31 January 2006

Prying off all the Roofs in Leitrim at Once

A question for you to consider: if you could hover above County Leitrim and had the ability to pry the roofs off all the houses at once, well, what would be happening down there? If you have any ideas, please say so.

This notion isn't mine--it belongs to a photographer I met once at a party years ago in South Philadelphia. I remember his name: Donald Camera--I am not kidding. Anyhow, we were talking about the wonderful goings-on in that part of the world`: the impromptu sales off the backs of trucks, the guy who "ran numbers" (passed on illegal bets) by standing in his bathrobe on the street holding half a loaf of Italian bread and passing the loaf, a kind of relay baton/numbers hoagie, to a guy walking by. This sort of thing. Anyhow, it was Donald who said then that if you were to simultaneously pry off the roofs of all the houses in South Philadelphia, about 70 percent of what you'd see would be illegal.

28 January 2006

Poem Seven: The Street Dogs of Boyle

Poem seven("Things I Didn't Know I Loved") takes its structure from a poem, with the same title, written by Turkish poet Nazim Hikmet. It's a poem I've always admired and it talks about the way things sneak up on us and become somehow important. It isn't until we cast the light of our attention upon them that we even know they are there or that they mean anything to us.

I'll post the poem in its entirety in the next posting, but the first two lines of my poem are "I didn't know I loved the street dogs of Boyle/ every one, equal parts scruffed-up and old-souled."

One of the guys at Silverstone, the sign shop in Dublin where I make the staircase signs, read it and said, "We've all got problems Alice, and I think you need help!" Yes. But, the street dogs of Boyle are really something! Over the years as I've passed through the town, I've always noticed the high number of street-wise, scruffed up canines there: non-pedigree, super-mongrel, who pad the sidewalks slowly as if they owned the town. And maybe they do. I saw a Dalmatian in Carrick the other day. I have seen no Dalmations in Boyle.

In fact, I think someone could make a mint if they put together a high-production-values calendar, "The Street Dogs of Boyle" for the Irish-American tourist market. Sure thing. ("The Drunks of Drumshanbo" is another calendar concept, but more problematic.)

I went round Boyle this morning with my camera so I could post a photo of one of these pooches, so you can see what I'm talking about. Not a runner. Cold morning here, and the dogs must be in their sheds or beside their Stanleys and who could blame them?

24 January 2006

A Coincidence Concerning Poem Six and Sister Thomasina

If you slog through this blog you'll see that poem six contains a line that is handwritten by Sister Thomasina, age 92, who lives here in Carrick-on-Shannon. She is a very energetic, retired National School teacher who writes poems as well. The coincidence I mention is this: when I was at Silverstone in Dublin a few weeks ago doing the vinyl end of the lettering that goes on the staircase, I happened to get to talking to David, from Crumlin in Dublin who was in the sign shop getting graphics put on his van. Dave was asking me a bit about the project, and I told him about Sister Thomasina and that I was hoping her handwriting would translate into vinyl and be readable as a sign. Dave perked up at the mention of the nun and said, "You know it's gas, but the other day I was just talking about a teacher I had in baby infants in Crumlin. Her name was Sister Thomasina as well, and I remember her because she was so nice to us. When we did well in our handwriting lessons, she'd hand out pilots' badges with wings on them to the boys." And he went on to say that what was remarkable to him was that he talked about her and remembered her because she had been kind and encouraging. So of course, we both wondered if "his" Sister Thomasina and "my" Sister Thomasina were one in the same. I wrote to her when I got home, and yes, she was teaching in Crumlin in the late sixties, which is when Dave would have been in her classes. I gave her his name, and I think they'll be in touch with each other.

16 January 2006

Poem Six: Memorandum in Winter


The handwritten part is scanned and transferred to a software program used by the guys at Silverstone, a professional signmaking company in Dublin. It's then plotted and cut in vinyl and I apply the lettering to the panels which are then affixed to the stairs.

13 January 2006

Poem Six: Memorandum in Winter


Poem Six is a 14 line poem about two women of two different generations, traveling at two different speeds, meeting on a boreen (back road) in County Leitrim. I wanted the lines in the poem that are spoken by an older woman to be displayed in the appropriate "hand." I was lucky enough to have some contact with the Active Age group in Carrick-on-Shannon, where I met Sister Thomasina, age 92. Sister Thomasina lives in the retirement home the Marist Sisters, and she writes poetry herself. As she taught handwriting in the national schools when she was teaching in them, she was interested in doing the handwriting for the poem. Here's her written version of the appropriate lines in the poem. Tonight I'll photograph the version of this that is displayed on the stairs. It's "translated" into vinyl. By the way, the Carrick Active Agers waltz on Monday afternoons in the community centre.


◆ Instructions to follow ◆
The full set of entries needs to be reproduced exactly.

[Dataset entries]
^^^^
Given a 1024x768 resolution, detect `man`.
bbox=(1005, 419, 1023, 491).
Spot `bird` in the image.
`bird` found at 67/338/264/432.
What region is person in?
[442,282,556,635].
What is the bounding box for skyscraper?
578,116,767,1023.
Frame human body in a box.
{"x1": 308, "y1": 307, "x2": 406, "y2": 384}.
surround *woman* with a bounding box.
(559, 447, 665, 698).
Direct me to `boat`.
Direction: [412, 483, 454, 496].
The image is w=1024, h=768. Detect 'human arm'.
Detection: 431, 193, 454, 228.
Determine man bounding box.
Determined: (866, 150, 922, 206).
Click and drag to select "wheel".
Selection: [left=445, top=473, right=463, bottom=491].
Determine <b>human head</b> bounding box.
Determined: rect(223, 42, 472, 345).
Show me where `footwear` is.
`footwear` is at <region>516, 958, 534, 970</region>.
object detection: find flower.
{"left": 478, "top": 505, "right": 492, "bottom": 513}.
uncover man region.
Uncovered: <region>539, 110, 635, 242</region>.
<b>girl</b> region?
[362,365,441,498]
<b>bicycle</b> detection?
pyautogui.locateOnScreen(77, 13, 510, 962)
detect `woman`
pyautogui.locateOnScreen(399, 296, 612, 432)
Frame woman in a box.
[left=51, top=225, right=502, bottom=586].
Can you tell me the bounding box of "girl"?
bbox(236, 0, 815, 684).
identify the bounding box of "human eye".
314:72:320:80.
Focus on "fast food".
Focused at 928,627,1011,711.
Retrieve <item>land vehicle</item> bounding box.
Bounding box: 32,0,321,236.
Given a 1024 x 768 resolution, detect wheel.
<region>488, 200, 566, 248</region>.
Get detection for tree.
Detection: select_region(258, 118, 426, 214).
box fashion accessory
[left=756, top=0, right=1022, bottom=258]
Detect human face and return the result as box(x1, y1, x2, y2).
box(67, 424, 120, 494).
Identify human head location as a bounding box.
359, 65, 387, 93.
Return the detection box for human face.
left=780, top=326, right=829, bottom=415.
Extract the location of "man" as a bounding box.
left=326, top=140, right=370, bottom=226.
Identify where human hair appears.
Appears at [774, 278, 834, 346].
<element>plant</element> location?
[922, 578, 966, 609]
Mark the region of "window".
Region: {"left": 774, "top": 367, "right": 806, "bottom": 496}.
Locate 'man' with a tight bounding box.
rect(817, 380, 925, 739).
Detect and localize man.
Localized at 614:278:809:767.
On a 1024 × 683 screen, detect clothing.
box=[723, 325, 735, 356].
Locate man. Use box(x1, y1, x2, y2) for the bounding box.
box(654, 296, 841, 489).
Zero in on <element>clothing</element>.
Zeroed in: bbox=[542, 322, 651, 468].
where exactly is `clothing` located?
^^^^
◆ Answer space ◆
Given a 1024x768 resolution, detect `man`.
bbox=(1005, 419, 1023, 491).
Spot `bird` in the image.
`bird` found at 67/338/264/432.
What region is person in?
[442,282,556,635].
What is the bounding box for skyscraper?
578,116,767,1023.
Frame human body in a box.
{"x1": 308, "y1": 307, "x2": 406, "y2": 384}.
surround *woman* with a bounding box.
(559, 447, 665, 698).
Direct me to `boat`.
Direction: [412, 483, 454, 496].
The image is w=1024, h=768. Detect 'human arm'.
Detection: 431, 193, 454, 228.
Determine man bounding box.
Determined: (866, 150, 922, 206).
Click and drag to select "wheel".
Selection: [left=445, top=473, right=463, bottom=491].
Determine <b>human head</b> bounding box.
Determined: rect(223, 42, 472, 345).
Show me where `footwear` is.
`footwear` is at <region>516, 958, 534, 970</region>.
object detection: find flower.
{"left": 478, "top": 505, "right": 492, "bottom": 513}.
uncover man region.
Uncovered: <region>539, 110, 635, 242</region>.
<b>girl</b> region?
[362,365,441,498]
<b>bicycle</b> detection?
pyautogui.locateOnScreen(77, 13, 510, 962)
detect `woman`
pyautogui.locateOnScreen(399, 296, 612, 432)
Frame woman in a box.
[left=51, top=225, right=502, bottom=586].
Can you tell me the bounding box of "girl"?
bbox(236, 0, 815, 684).
identify the bounding box of "human eye".
314:72:320:80.
Focus on "fast food".
Focused at 928,627,1011,711.
Retrieve <item>land vehicle</item> bounding box.
Bounding box: 32,0,321,236.
Given a 1024 x 768 resolution, detect wheel.
<region>488, 200, 566, 248</region>.
Get detection for tree.
Detection: select_region(258, 118, 426, 214).
box fashion accessory
[left=756, top=0, right=1022, bottom=258]
Detect human face and return the result as box(x1, y1, x2, y2).
box(67, 424, 120, 494).
Identify human head location as a bounding box.
359, 65, 387, 93.
Return the detection box for human face.
left=780, top=326, right=829, bottom=415.
Extract the location of "man" as a bounding box.
left=326, top=140, right=370, bottom=226.
Identify where human hair appears.
Appears at [774, 278, 834, 346].
<element>plant</element> location?
[922, 578, 966, 609]
Mark the region of "window".
Region: {"left": 774, "top": 367, "right": 806, "bottom": 496}.
Locate 'man' with a tight bounding box.
rect(817, 380, 925, 739).
Detect and localize man.
Localized at 614:278:809:767.
On a 1024 × 683 screen, detect clothing.
box=[723, 325, 735, 356].
Locate man. Use box(x1, y1, x2, y2) for the bounding box.
box(654, 296, 841, 489).
Zero in on <element>clothing</element>.
Zeroed in: bbox=[542, 322, 651, 468].
where exactly is `clothing` located?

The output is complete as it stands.